The scope of the tree deaths is evident when viewed as part of the larger forest.
July 1, 2019 - By Lorena Anderson, UC Merced - The most extreme drought event in hundreds of years caused a catastrophic die-off of the Sierra Nevada’s mature trees in 2015-2016.
A study published today in Nature Geoscience details how UC Merced Professor Roger Bales and his colleague Professor Michael Goulden from UC Irvine tracked the progress of the devastation caused by years of dry conditions combined with abnormally warm temperatures.
The researchers warn that matters are expected to get worse as global mean temperatures increase.
“Parts of the Sierra Nevada reached a ‘tipping point’ in 2015, where annual precipitation plus stored subsurface water were not enough to meet the water demand of the forest,” Bales said.

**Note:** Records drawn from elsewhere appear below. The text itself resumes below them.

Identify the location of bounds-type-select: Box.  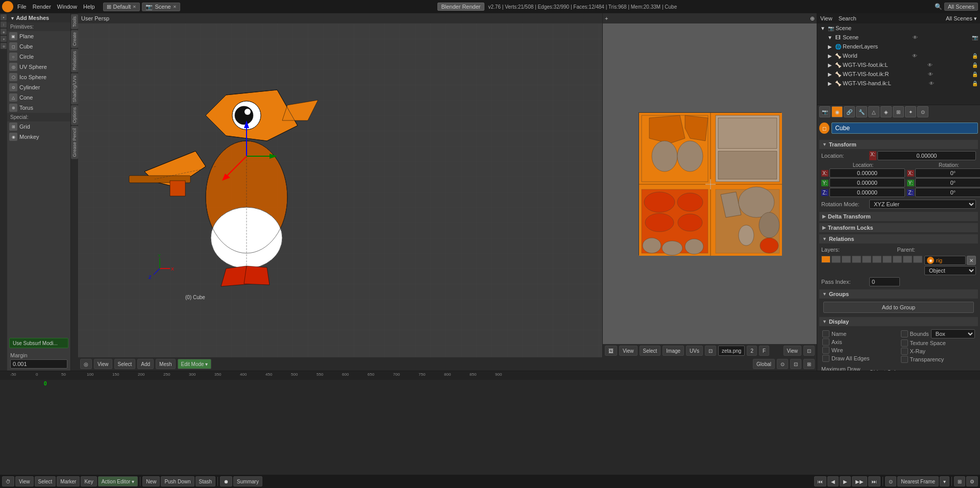
(953, 334). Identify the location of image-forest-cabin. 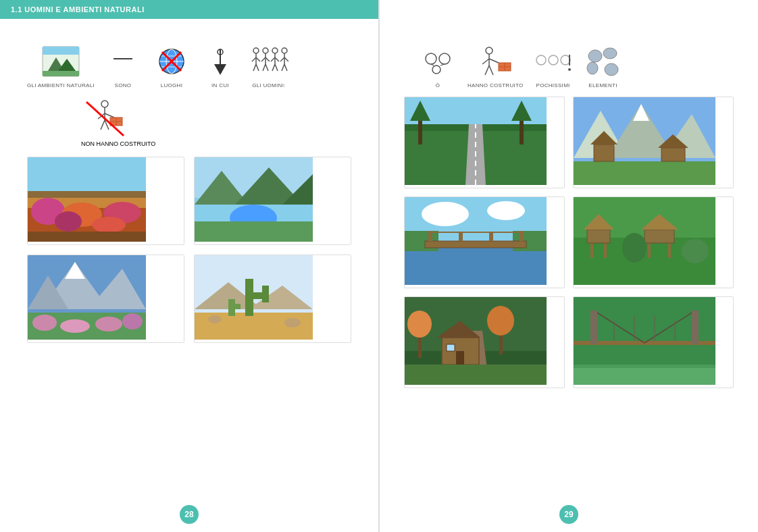
(484, 342).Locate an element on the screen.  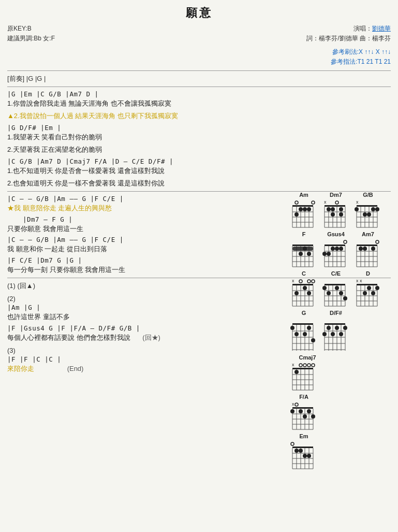
chord-fa: F/A x is located at coordinates (304, 412).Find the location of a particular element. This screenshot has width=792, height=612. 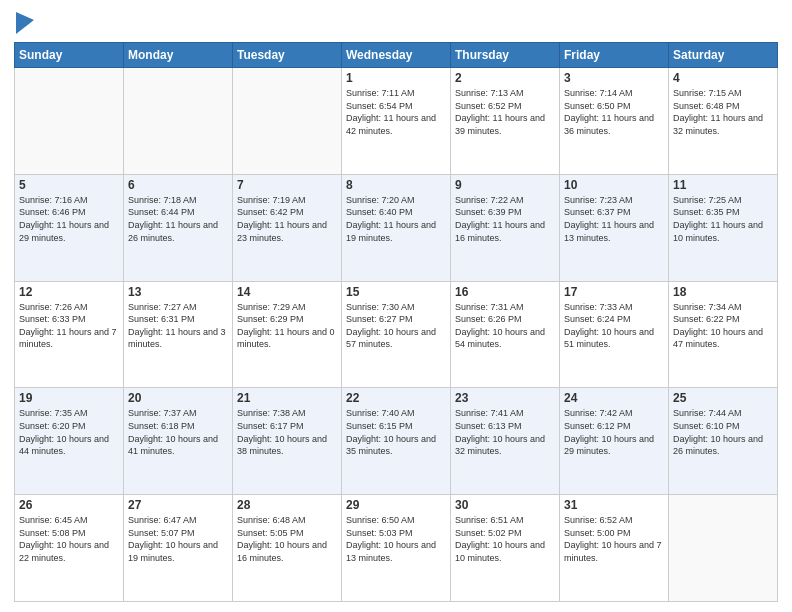

weekday-header: Monday is located at coordinates (178, 56).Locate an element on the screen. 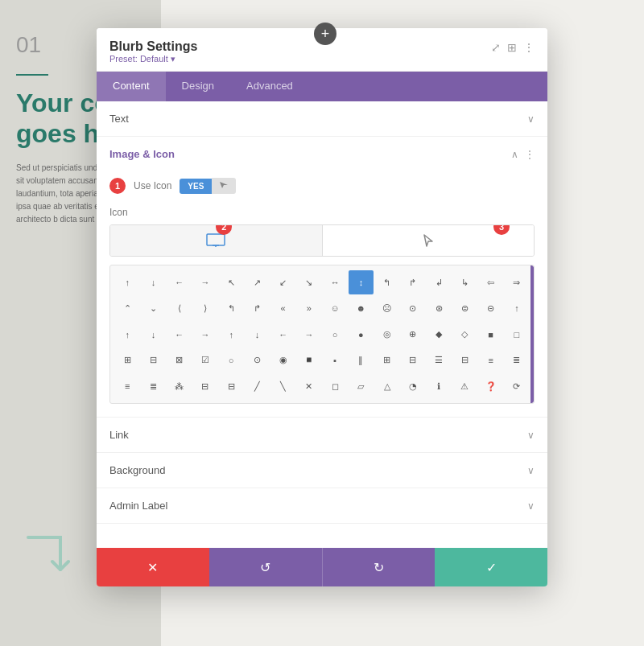 Image resolution: width=644 pixels, height=646 pixels. icon-cell: ◎ is located at coordinates (387, 335).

The trees in California’s mixed-conifer mountain forests have roots that can draw water from as deep as 5 to 15 meters down, which has historically protected the trees against even the worst multi-year droughts.
But the severity of California’s 2012-2015 dry-spell “exceeded this safety margin,” the researchers said. When forest stands exhausted the subsurface moisture, they became vulnerable to attack by pests, leading to widespread tree death.
From 2012 to 2015, the entire state experienced a crippling drought, but it was especially severe in the southern Sierra Nevada. The four-year period was the driest in the past century, combined with below-average precipitation and above-average warmth extending year after year.
“This forest die-off can be viewed as a ‘perfect storm’ — the intersection of four years of low precipitation, hotter temperatures than in past droughts, and a heavily overstocked forest from centuries of fire suppression,” Bales said.